Sitting outside on a summer evening at a Dunn Brother's coffee shop next to a jewelry store.

 

 

If you're curious where your host spends Saturdays, drive that map south on York, and you'll see the bottle shop, the Walgreen's, the Target, and all the other unremarkable staples of the Saturday stock-up bonanza.

My view at present, with my beloved Element:

 

 


 

Suburbia. Three people at the adjacent table are puzzling over a loan application to buy a ring, and it is apparent they should not be borrowing money to buy a ring. They're trying to cobble together a good story. The young man who's filling out the application is jackhammering his right leg up and down, as if it's a pump on a money well.

People do like dog pictures. Here's Jasper sitting outside yesterday, surveying his domain.

 

Carlin died. If there was anyone who’d wonder why we couldn’t speak ill of the dead, it would have been Carlin. Why not? They can’t hear us. No feelings to hurt. It’s okay to call them a blankety-blank while they’re alive, but the rules change when they stop breathing? How about Jesus? When he came back, did his disciples say “gosh, fellas, that’s a relief, now I can start griping about his management style again.” Being dead is a perfect time to speak ill of someone. Funerals should be all about speaking the truth, good or ill. They're just words. Get it off your chest. Get the words off your chest. It’ll kill you if you don't. And then people will want to say gosh, Bob, he carried around too much rage – but they won’t, because, well, you know. Can't speak ill of the dead.

I can imagine him saying something like that, although funnier, of course. If you drive around listening to the comedy channel on satellite radio a lot, you spend a lot of time with Carlin.
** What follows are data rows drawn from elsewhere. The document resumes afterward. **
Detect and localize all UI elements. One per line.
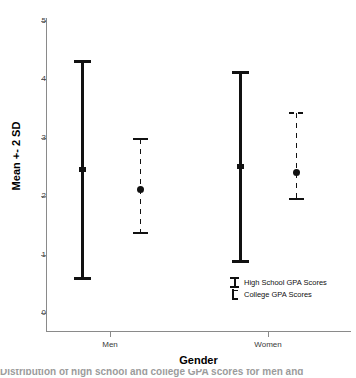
legend-label: High School GPA Scores: [244, 277, 327, 288]
y-tick-label: 4: [20, 75, 46, 83]
solid-errorbar-icon: [229, 277, 240, 288]
y-tick-3: 3: [0, 138, 46, 139]
x-tick-mark-men: [110, 331, 111, 337]
y-tick-label: 1: [20, 251, 46, 259]
cropped-caption-text: Distribution of high school and college …: [0, 369, 356, 377]
errorbar-lower-cap: [289, 198, 304, 200]
dashed-errorbar-icon: [229, 289, 240, 300]
errorbar-lower-cap: [232, 260, 249, 263]
errorbar-mean-marker: [293, 169, 300, 176]
y-tick-2: 2: [0, 196, 46, 197]
legend-item-high-school: High School GPA Scores: [229, 277, 327, 288]
legend: High School GPA Scores College GPA Score…: [229, 277, 327, 301]
cropped-caption: Distribution of high school and college …: [0, 369, 356, 378]
legend-item-college: College GPA Scores: [229, 289, 327, 300]
x-tick-label-men: Men: [70, 340, 150, 349]
y-tick-0: 0: [0, 313, 46, 314]
legend-label: College GPA Scores: [244, 289, 312, 300]
x-axis-title: Gender: [46, 354, 351, 366]
y-tick-5: 5: [0, 21, 46, 22]
y-tick-1: 1: [0, 255, 46, 256]
x-tick-label-women: Women: [228, 340, 308, 349]
chart-figure: 5 4 3 2 1 0 Mean +- 2 SD Men Women Gend: [0, 0, 356, 378]
y-axis-line: [46, 18, 47, 331]
y-tick-label: 5: [20, 17, 46, 25]
errorbar-stem: [296, 113, 298, 199]
y-tick-label: 3: [20, 134, 46, 142]
errorbar-mean-marker: [137, 186, 144, 193]
x-tick-mark-women: [268, 331, 269, 337]
plot-area: 5 4 3 2 1 0 Mean +- 2 SD Men Women Gend: [0, 0, 356, 378]
y-tick-4: 4: [0, 79, 46, 80]
errorbar-mean-marker: [237, 164, 244, 169]
y-tick-label: 2: [20, 192, 46, 200]
errorbar-lower-cap: [133, 232, 148, 234]
x-axis-line: [46, 331, 351, 332]
y-tick-label: 0: [20, 309, 46, 317]
errorbar-mean-marker: [79, 167, 86, 172]
y-axis-title: Mean +- 2 SD: [10, 91, 22, 221]
errorbar-lower-cap: [74, 277, 91, 280]
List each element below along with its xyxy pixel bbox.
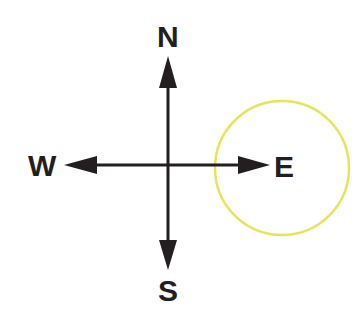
west-arrowhead-icon (64, 156, 97, 174)
east-label: E (274, 152, 294, 182)
west-label: W (28, 151, 56, 181)
east-arrowhead-icon (238, 156, 270, 174)
north-label: N (157, 22, 179, 52)
south-arrowhead-icon (159, 240, 177, 270)
north-arrowhead-icon (159, 56, 177, 88)
south-label: S (158, 276, 178, 306)
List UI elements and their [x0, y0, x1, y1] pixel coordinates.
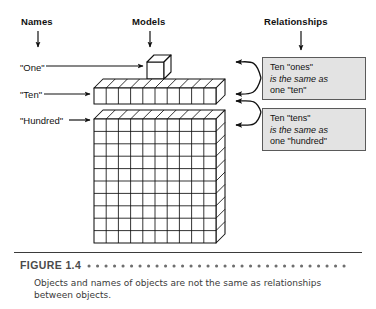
relationship-box-tens-to-hundred: Ten "tens" is the same as one "hundred"	[262, 108, 366, 151]
relationship-line-3: one "ten"	[270, 85, 358, 97]
relationship-line-2: is the same as	[270, 125, 358, 137]
relationship-line-3: one "hundred"	[270, 136, 358, 148]
model-hundred-flat	[94, 110, 225, 243]
relation-arrow-tens-to-hundred	[236, 101, 261, 125]
relationship-line-1: Ten "tens"	[270, 113, 358, 125]
figure-caption-text: Objects and names of objects are not the…	[34, 277, 354, 301]
caption-divider	[14, 252, 362, 253]
relation-arrow-ones-to-ten	[236, 62, 261, 94]
figure-number-label: FIGURE 1.4	[20, 259, 81, 271]
relationship-line-1: Ten "ones"	[270, 62, 358, 74]
relationship-line-2: is the same as	[270, 74, 358, 86]
relationship-box-ones-to-ten: Ten "ones" is the same as one "ten"	[262, 57, 366, 100]
model-unit-cube	[147, 55, 171, 79]
model-ten-rod	[94, 79, 225, 104]
figure-1-4: Names Models Relationships "One" "Ten" "…	[0, 0, 376, 309]
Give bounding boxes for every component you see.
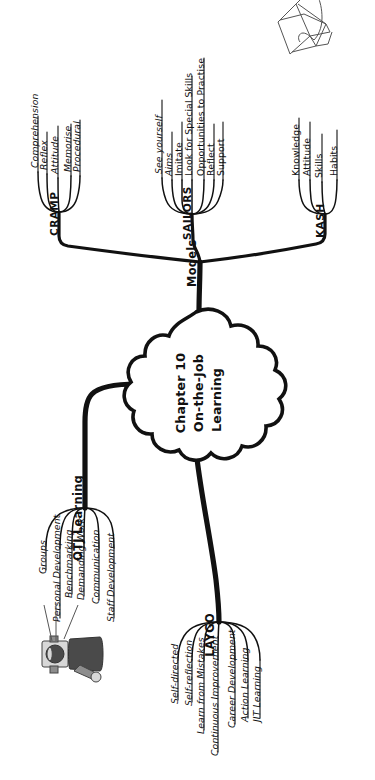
item-label-laygo-0[interactable]: Self-directed — [169, 644, 180, 704]
item-label-cramp-2[interactable]: Attitude — [49, 136, 60, 175]
item-label-kash-0[interactable]: Knowledge — [290, 124, 301, 176]
item-label-otj-3[interactable]: Demanding Work — [75, 517, 86, 600]
item-label-kash-1[interactable]: Attitude — [301, 138, 312, 176]
item-label-laygo-5[interactable]: Action Learning — [239, 648, 250, 723]
group-label-sailors[interactable]: SAILORS — [181, 186, 193, 240]
spine-models — [59, 212, 200, 262]
spine-models-right — [200, 214, 325, 262]
item-label-otj-5[interactable]: Staff Development — [105, 533, 116, 622]
item-label-laygo-6[interactable]: JIT Learning — [251, 666, 262, 724]
item-label-cramp-1[interactable]: Reflex — [38, 140, 49, 170]
item-label-laygo-2[interactable]: Learn from Mistakes — [195, 637, 206, 734]
item-label-sailors-6[interactable]: Support — [215, 138, 226, 176]
group-label-cramp[interactable]: CRAMP — [48, 192, 60, 236]
item-label-otj-0[interactable]: Groups — [37, 540, 48, 574]
branch-label-models[interactable]: Models — [185, 239, 199, 287]
trunk-laygo — [196, 450, 219, 622]
item-label-kash-2[interactable]: Skills — [313, 153, 324, 178]
trunk-models — [199, 262, 200, 312]
item-label-sailors-3[interactable]: Look for Special Skills — [183, 73, 194, 176]
item-label-laygo-1[interactable]: Self-reflection — [183, 640, 194, 706]
item-label-laygo-3[interactable]: Continuous Improvement — [209, 635, 220, 756]
item-label-laygo-4[interactable]: Career Development — [226, 629, 237, 728]
item-label-otj-4[interactable]: Communication — [90, 529, 101, 604]
core-line-2: On-the-Job — [191, 354, 206, 432]
item-label-cramp-4[interactable]: Procedural — [71, 121, 82, 172]
core-line-3: Learning — [209, 368, 224, 432]
mind-map-canvas: Chapter 10 On-the-Job Learning Models OT… — [0, 0, 375, 780]
group-label-kash[interactable]: KASH — [314, 203, 326, 238]
item-label-otj-2[interactable]: Benchmarking — [63, 529, 74, 598]
graduation-cap-book-icon — [278, 0, 332, 54]
core-line-1: Chapter 10 — [173, 353, 188, 433]
item-label-kash-3[interactable]: Habits — [328, 146, 339, 176]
There were three of them – the early, traditional stand-up who had a weird-guy edge hanging around the margins of his delivery; the “counter-culture” guy whose album cover taught us all how to pretend to stick our finger up our noses, and the preachy, self-important Teller of Truths who eventually traded comedy for Social Commentary, and always seemed about one blow on the head away from reading Warren Commission transcripts on stage.

Today I read an obit that consisted entirely of the seven naughty words you can’t say on TV, and was surprised to see that they still looked shocking – at least on that site, which never uses any of them. Context still matters. I wonder how much of Carlin’s righteousness came from the fact that you couldn’t use the words, and whether he would have been equally infuriated if they’d said you shouldn’t use them. Probably. It wasn’t the ban as much as the hypocrisy that annoyed, I suspect, and he was one of those people who found hypocrisy to be tremendously revealing. If a word is spoken in private, it should be spoken in public.

Said one obit: “he Manhattan-born comedian always said his often-cynical satire simply reflected his real-life disdain for mankind's greed, stupidity and inconsideration."

Some projection there, perhaps. I never heard Carlin be as hard on himself as he was on his favorite strawmen. That wasn’t his job, of course, and you can’t fault him for the routines he didn’t do. But the more you confront and accept your own human faults the less outrage you find in the small mishaps of others, and I never got the feeling Carlin spent a lot of time interrogating his own character with the same confident derision he brought to things much greater than himself. As I said, I listen to a lot of comics on the satellite channel; half are banal and profane and occasionally funny, a few are Angry Critics whose words shrivel and die without the hoots and whoops of the audience - and then, every so often, you get the blessed ration of Mitch Hedberg - stoned, goofy, sweet, doomed, and insanely hilarious.

So how did I feel when I heard the news? Felt sad. Still do.

 

Today's ads: make money the old-fashioned way, by slaving over drums of spitting oil all day:

The Long-Eakins Company sold a few other machines as well, but appears to have started life as a candy company.

If you can find a common theme among successful entrepreneurs, it's the ah-hah moment when they had an epiphany about human behavior. In this case: Everybody must buy food. Of course! So how can I turn this into profit?

I know!

If all this seems a bit much, you can aim lower. Really lower:

Even the ad looks like a mushroom, small and flat on the bottom of the page.

 

New Comics, here. Blogging all day at buzz.mn. See you there!